The role of syllables and morphemes in silent reading: An eye-tracking study.
Elisabetta De SimoneKristina MollLisa FeldmannXenia SchmalzElisabeth BeyersmannPublished in: Quarterly journal of experimental psychology (2006) (2023)
German skilled readers have been found to engage in morphological and syllable-based processing in visual word recognition. However, the relative reliance on syllables and morphemes in reading multi-syllabic complex words is still unresolved. This study aimed to unveil which of these sublexical units are the preferred units of reading by employing eye-tracking technology. Participants silently read sentences while their eye-movements were recorded. Words were visually marked using colour alternation (Experiment 1) or hyphenation (Experiment 2)-at syllable boundary (e.g., Kir-schen ), at morpheme boundary (e.g., Kirsch-en ), or within the units themselves (e.g., Ki-rschen ). A control condition without disruptions was used as a baseline (e.g., Kirschen ). The results of Experiment 1 showed that eye-movements were not modulated by colour alternations. The results of Experiment 2 indicated that hyphens disrupting syllables had a larger inhibitory effect on reading times than hyphens disrupting morphemes, suggesting that eye-movements in German skilled readers are more influenced by syllabic than morphological structure.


What to do —
Could you print all the entries below exactly as they appear, omitting the pictures?

Data to process —
== Segment start ==

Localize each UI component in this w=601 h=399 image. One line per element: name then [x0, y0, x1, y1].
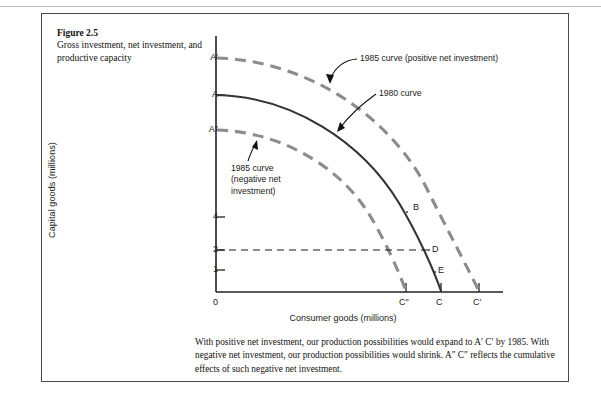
- y-tick-1: 1: [196, 264, 218, 274]
- page-top-rule: [0, 6, 601, 7]
- x-tick-c: C: [436, 297, 443, 307]
- point-label-d: D: [432, 244, 439, 254]
- point-label-e: E: [438, 265, 444, 275]
- figure-caption: With positive net investment, our produc…: [195, 336, 570, 376]
- y-tick-2: 2: [196, 244, 218, 254]
- annotation-negative-line-3: investment): [231, 186, 275, 196]
- annotation-negative-net-investment: 1985 curve (negative net investment): [231, 163, 323, 197]
- annotation-1980-curve: 1980 curve: [379, 88, 422, 99]
- y-axis-title: Capital goods (millions): [47, 120, 57, 260]
- annotation-negative-line-1: 1985 curve: [231, 163, 274, 173]
- figure-number: Figure 2.5: [57, 27, 217, 40]
- point-label-b: B: [413, 202, 419, 212]
- x-tick-c-double-prime: C″: [399, 297, 409, 307]
- y-tick-4: 4: [196, 211, 218, 221]
- x-axis-title: Consumer goods (millions): [238, 313, 448, 323]
- y-tick-0: 0: [196, 297, 218, 307]
- figure-box: [41, 13, 569, 382]
- annotation-negative-line-2: (negative net: [231, 174, 281, 184]
- x-tick-c-prime: C′: [473, 297, 481, 307]
- y-tick-a-double-prime: A″: [196, 124, 218, 134]
- annotation-positive-net-investment: 1985 curve (positive net investment): [360, 53, 498, 64]
- figure-title: Gross investment, net investment, and pr…: [57, 39, 207, 65]
- y-tick-a-prime: A′: [196, 52, 218, 62]
- y-tick-a: A: [196, 89, 218, 99]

== Segment end ==

Answer to this exercise —
Localize each UI component in this w=601 h=399 image. One line per element: name then [x0, y0, x1, y1].
- y-tick-1: 1: [196, 264, 218, 274]
- page-top-rule: [0, 6, 601, 7]
- x-tick-c: C: [436, 297, 443, 307]
- point-label-d: D: [432, 244, 439, 254]
- point-label-e: E: [438, 265, 444, 275]
- figure-caption: With positive net investment, our produc…: [195, 336, 570, 376]
- y-tick-2: 2: [196, 244, 218, 254]
- annotation-negative-line-3: investment): [231, 186, 275, 196]
- annotation-negative-net-investment: 1985 curve (negative net investment): [231, 163, 323, 197]
- annotation-1980-curve: 1980 curve: [379, 88, 422, 99]
- y-axis-title: Capital goods (millions): [47, 120, 57, 260]
- annotation-negative-line-1: 1985 curve: [231, 163, 274, 173]
- figure-number: Figure 2.5: [57, 27, 217, 40]
- point-label-b: B: [413, 202, 419, 212]
- x-tick-c-double-prime: C″: [399, 297, 409, 307]
- y-tick-4: 4: [196, 211, 218, 221]
- x-axis-title: Consumer goods (millions): [238, 313, 448, 323]
- y-tick-0: 0: [196, 297, 218, 307]
- figure-box: [41, 13, 569, 382]
- annotation-negative-line-2: (negative net: [231, 174, 281, 184]
- x-tick-c-prime: C′: [473, 297, 481, 307]
- y-tick-a-double-prime: A″: [196, 124, 218, 134]
- annotation-positive-net-investment: 1985 curve (positive net investment): [360, 53, 498, 64]
- figure-title: Gross investment, net investment, and pr…: [57, 39, 207, 65]
- y-tick-a-prime: A′: [196, 52, 218, 62]
- y-tick-a: A: [196, 89, 218, 99]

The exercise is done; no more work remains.